The pre-eminence of the economy in contemporary societies has become commonplace: the commodification of most goods and services; advertisements that punctuate television programmes, are plastered across screens, films and series, and even on athletes; the stakes around purchasing power and social inequalities; work itself, increasingly rivalled by AI and robots; the associated international tensions, such as tariffs; the energy question… The economy sits at the heart of our lives.

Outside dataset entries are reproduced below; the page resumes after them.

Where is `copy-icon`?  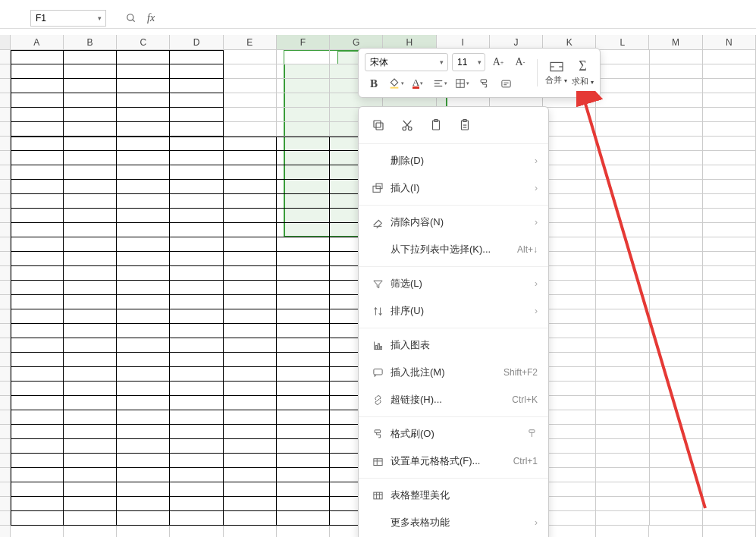
copy-icon is located at coordinates (378, 125).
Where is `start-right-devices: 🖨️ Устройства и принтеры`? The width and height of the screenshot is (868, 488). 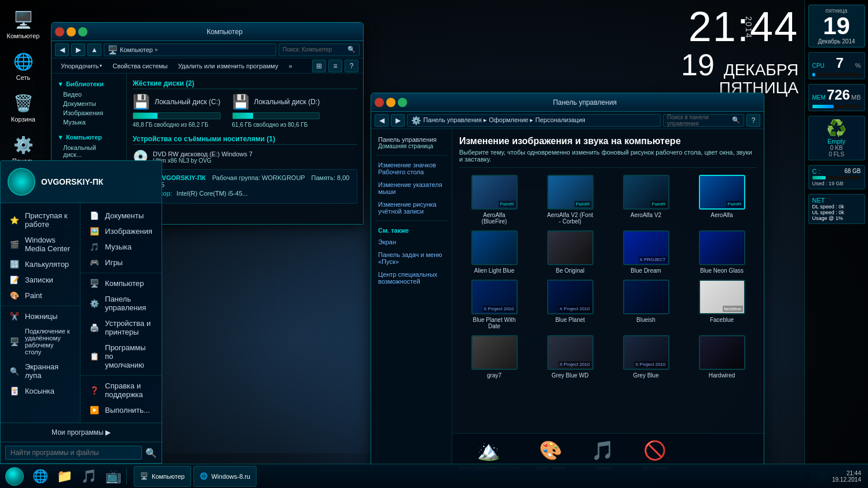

The proliferation of critiques—of production, of the private appropriation of profits, of markets or of consumption—attests to this pre-eminence. Often, they help to entrench it rather than to call it into question. For however indispensable they are, such critiques keep our attention fixed on the economy: they almost always discuss ways of transforming it, and rarely how to gain distance from it. Karl Marx’s approach is exemplary in this respect: he sought to demonstrate a major contradiction of capitalism (the tendency of the rate of profit to fall) using concepts and methods of calculation forged by the classical economists—thus from within economics, which he regarded as the primary explanatory factor for social phenomena1. Yet such a conception was far from self-evident before the nineteenth century, and it remains the subject of lively controversy.

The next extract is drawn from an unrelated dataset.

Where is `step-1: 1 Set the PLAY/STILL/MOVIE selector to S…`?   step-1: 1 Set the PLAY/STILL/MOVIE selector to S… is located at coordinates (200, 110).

By what paths did the economy rise to the status of organising principle, to the point of sometimes seeming to supplant religion and politics? Investigating the valorisation of the economy leads us to question the relationship between thought and reality: did material conditions dictate the course of historical processes? If not, which ideas acted as a springboard for the economy? Of course, celebrated analyses have already cleared part of this ground. Most have adopted a particular angle: the Protestant ethic in Max Weber2; the Jewish community in Werner Sombart3; the rise of capitalism and its tensions with the state in Fernand Braudel4; the genesis of liberalism and its social limits in Karl Polanyi5; passions and interests at the source of the market in Albert Hirschman6; or the economic ideology as the “culmination of individualism” in Louis Dumont7.

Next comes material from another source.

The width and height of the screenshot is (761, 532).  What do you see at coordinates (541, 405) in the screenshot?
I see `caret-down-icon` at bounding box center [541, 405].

Each of the foregoing angles offers a complementary light on events and ideas. However, adding theoretically non-neutral perspectives complicates the task of forming an overall view. One might imagine that, in the twenty-first century, a historical and philosophical synthesis of the valorisation of the economy would exist, but such an undertaking does not seem to be on the agenda—perhaps because of the mass of knowledge to be compiled, or because academic division of labour fragments perspectives. This seems regrettable in a world driven by the economy and confronted with the two greatest upheavals it has known since the eighteenth century: the accelerated automation of economic activity as a whole, and global warming. These two features of our time are revolutionary because they call into question the economy as it has been practised for more than two centuries.
Following The Question of Freedom, the reflections on science and those on nature (not translated in English), here is a new series of articles on the valorisation of the economy, from the fifteenth to the nineteenth centuries inclusive. Its sole aim is to better understand the world we live in—a world subject to radical and destabilising changes. For it is only through knowledge that distance can be cultivated. The goal is not to produce a full-dress historical and philosophical synthesis, nor to repeat what has already been admirably formulated and synthesised, but to sketch a perspective encompassing facts and ideas—by way of salient events or figures and, of course, a selection of concepts articulated with one another.
We will begin our historico-conceptual journey with the Italian Renaissance—of the city-states, of humanism and of Machiavelli—which appears as the cradle of economic dynamics and of philosophies that support them. We will then embark for the sixteenth and seventeenth centuries, when commercial horizons extend to Asia, Africa and the Americas; when economic theories are constructed and diversified; when scientific and technical discoveries accelerate; and when theories of contract and natural law are elaborated. We will not, at this stage, go into further detail about the itinerary of these reflections, for detours or shortcuts may be taken as readings and intuitions suggest.
List of the Articles
Notes
1.↑ The economy constitutes the infrastructure of society; ideas the superstructure.
2.↑ Weber, Max. The Protestant Ethic and the “Spirit” of Capitalism, trans. Peter Baehr & Gordon C. Wells. London: Penguin Classics, 2002.
3.↑ Sombart, Werner. Modern Capitalism, Vol. I: The Pre-Capitalist Economy (translated from the 2nd German ed.). Wellington: K. A. Nitz, 2019. (First English volume of Der moderne Kapitalismus; further vols. not widely available in English.)
4.↑ Braudel, Fernand. Civilization and Capitalism, 15th–18th Century. 3 vols., trans. Siân Reynolds. New York: Harper & Row / London: Collins, 1981–1984; paperback reissue, University of California Press, 1992.
5.↑ Karl Polanyi, The Great Transformation, Beacon Press, 2001 (1944).
6.↑ Hirschman, Albert O. The Passions and the Interests: Political Arguments for Capitalism before Its Triumph. Princeton: Princeton University Press, 1977 (Princeton Classics reissue, 2013/2018).
7.↑ Louis Dumont, Homo aequalis I, Gallimard, 1985, p. 75. English version: From Mandeville to Marx: The Genesis and Triumph of Economic Ideology. Chicago: University of Chicago Press, 1977.